Democracy Is Not to Blame

Democracy’s strife on an unlevel playing field

Democracy’s greatest weakness: itself?

There’s an idea circulating among the intelligentsia that democracy carries the seeds of its own destruction.  This is more or less the thesis of a book entitled The Paradox of Democracy: Free Speech, Open Media, and Perilous Persuasion, by Zac Gershberg and Sean Illing. These are brilliant, learned gentlemen, and while I haven’t read their book I recommend it based on this in the New York Times which you may have access to, and a three-cornered podcast which you probably do have access to and sheds light on what appears to be the essentials of their thinking about democracy and its downfall.  One of the corollaries of their argument is that democracy can easily slip into autocracy, and this is not a bug but a featurethat is, autocracy itself is not a feature but the potential for slipping into autocracy is. The podcast differentiates between just plain democracy—where you can have a tyranny of the majority—and liberal democracy, where you have minority protections. It’s more complex than that—they say we might see the end of liberal democracy but keep some more generic kind of democracy—but I’ll drop it because I’m more concerned about what’s missing in the discussion.
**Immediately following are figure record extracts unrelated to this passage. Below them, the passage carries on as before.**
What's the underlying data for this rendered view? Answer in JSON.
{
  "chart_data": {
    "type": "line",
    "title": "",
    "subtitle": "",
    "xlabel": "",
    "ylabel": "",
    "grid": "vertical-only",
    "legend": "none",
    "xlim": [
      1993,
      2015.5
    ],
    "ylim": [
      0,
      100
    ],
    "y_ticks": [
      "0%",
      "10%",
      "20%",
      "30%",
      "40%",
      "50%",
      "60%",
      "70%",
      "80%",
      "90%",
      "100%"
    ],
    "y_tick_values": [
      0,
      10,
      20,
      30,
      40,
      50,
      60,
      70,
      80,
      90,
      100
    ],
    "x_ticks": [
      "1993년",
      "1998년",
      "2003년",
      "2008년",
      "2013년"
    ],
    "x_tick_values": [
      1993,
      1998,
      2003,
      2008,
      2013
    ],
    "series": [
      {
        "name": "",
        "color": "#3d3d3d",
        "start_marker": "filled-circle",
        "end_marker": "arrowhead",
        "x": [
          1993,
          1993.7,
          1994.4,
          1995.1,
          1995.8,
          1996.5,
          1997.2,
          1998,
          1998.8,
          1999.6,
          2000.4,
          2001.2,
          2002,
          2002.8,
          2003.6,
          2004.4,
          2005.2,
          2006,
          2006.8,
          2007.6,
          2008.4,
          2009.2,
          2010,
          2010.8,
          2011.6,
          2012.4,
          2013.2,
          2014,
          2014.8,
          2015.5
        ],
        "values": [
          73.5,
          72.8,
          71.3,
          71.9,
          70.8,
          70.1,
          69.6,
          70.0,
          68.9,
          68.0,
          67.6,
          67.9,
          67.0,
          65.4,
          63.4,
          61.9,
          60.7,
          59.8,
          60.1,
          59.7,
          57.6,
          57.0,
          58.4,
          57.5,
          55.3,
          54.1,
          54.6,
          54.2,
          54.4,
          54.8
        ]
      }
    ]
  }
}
What’s missing is that when we’re talking about democracy in the United States, we don’t even have a democracy, much less a liberal democracy, to talk about. Don’t have, never did, and by the look of things probably never will, unless . . . (see last section, Voices of Hope below).

The very wise Benjamin Franklin and James Madison, two of the most influential framers of the Constitution, called the American experiment a republic.  To resolve the semantics, I like this source, which lands on the side of calling what the U.S. system is, purportedly, a “hybrid democratic republic.” This is the entity that Gershberg and Illing are calling a “liberal democracy.”

But . . . 

Any suggestion we did have a liberal democracy (hybrid or not) up to about 2005—before social media began to make a hash out of our political discourse and undermine even our pseudo-democracy —is misleading.